Pedialyte vs. Sports Drinks

Sports drinks like Gatorade are designed to fuel exercise, not treat dehydration from illness. The difference shows up clearly in the numbers. A 12-ounce serving of Pedialyte Classic contains 9 grams of sugar and about twice the sodium of Gatorade. Gatorade Thirst Quencher packs 21 grams of sugar in the same serving, with far less sodium and potassium. That extra sugar can actually worsen diarrhea by drawing more water into the intestines.

If you’re rehydrating after a workout rather than an illness, Pedialyte Sport is formulated with five electrolytes specifically for that purpose, with only 5 grams of sugar per 12-ounce serving.

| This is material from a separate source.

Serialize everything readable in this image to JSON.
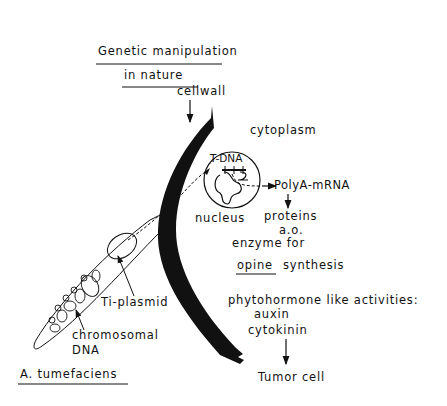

Choosing the Right Product

Pedialyte comes in several versions, and the differences are more than just branding. Pedialyte Classic is the standard formula and works well for most situations. AdvancedCare Plus has 33% more sodium (60 milliequivalents per liter compared to 45 in the original), making it a better choice for more significant fluid loss. AdvancedCare also includes prebiotics for digestive support.

Pedialyte Electrolyte Water is a zero-sugar option with three key electrolytes. It’s lighter and closer to plain water in taste, which some adults prefer for everyday hydration. Powder packets are convenient for travel: mix one packet with 8 ounces of water and drink. Use water only, not milk or juice, and mix fresh each time rather than preparing batches in advance.

Freezer pops are another option that works especially well for young children who resist drinking from a cup. They deliver the same electrolyte formula in a form kids are more willing to accept.

How Much Adults Should Drink

Pedialyte doesn’t publish a strict adult dosage because needs vary widely based on body weight, how much fluid you’ve lost, and why you’re dehydrated. A practical guideline: sip steadily throughout the day, aiming for at least a full liter over several hours during an illness with vomiting or diarrhea. You can drink more as tolerated. Signs you’re rehydrating successfully include clearer urine, less dizziness, and a moist mouth.

For hangovers, Pedialyte has become popular, but the evidence that it outperforms plain water is thin. Alcohol suppresses a hormone that tells your kidneys to retain water, so you lose more fluid than usual. Any fluid replacement helps. If you prefer Pedialyte, drinking it before bed or the morning after is fine, but alternating one glass of water between each alcoholic drink during the night is a more effective prevention strategy.

Storage and Safety

Once you open a bottle of Pedialyte, refrigerate it and discard whatever is left after 96 hours (4 days). Bacteria from the air or from drinking directly out of the bottle multiply slowly at refrigerator temperatures, and after 4 days the bacterial count can reach levels that are harmful, particularly for young children or people with weakened immune systems. Powder packets mixed with water should be discarded even sooner, within 48 hours.

If you have kidney disease, especially stage 4 or 5, or if you’re on dialysis, the extra sodium and potassium in Pedialyte may be a concern. People on hemodialysis typically need to limit fluid intake to reduce stress on the heart during treatments, and the sodium content can increase thirst and fluid retention. The same applies to people with heart failure who are on fluid restrictions. In these situations, your care team needs to weigh in on whether an electrolyte solution is appropriate and how much is safe.

Tips for Getting Kids to Drink It

Young children often refuse Pedialyte because they don’t feel well and the taste is unfamiliar. A few strategies help. Serve it very cold or as a freezer pop. Use a syringe to give precise small amounts on a schedule, which is especially useful for babies and toddlers. Let older kids pick their flavor. Avoid the temptation to mix it with juice or soda to improve the taste, since that changes the electrolyte balance and can make diarrhea worse.

If a child vomits within a few minutes of drinking, wait 15 to 20 minutes and start the small sips cycle again. The goal in that first hour isn’t to replace all lost fluids. It’s simply to get the stomach to accept and hold small amounts so you can gradually increase the volume.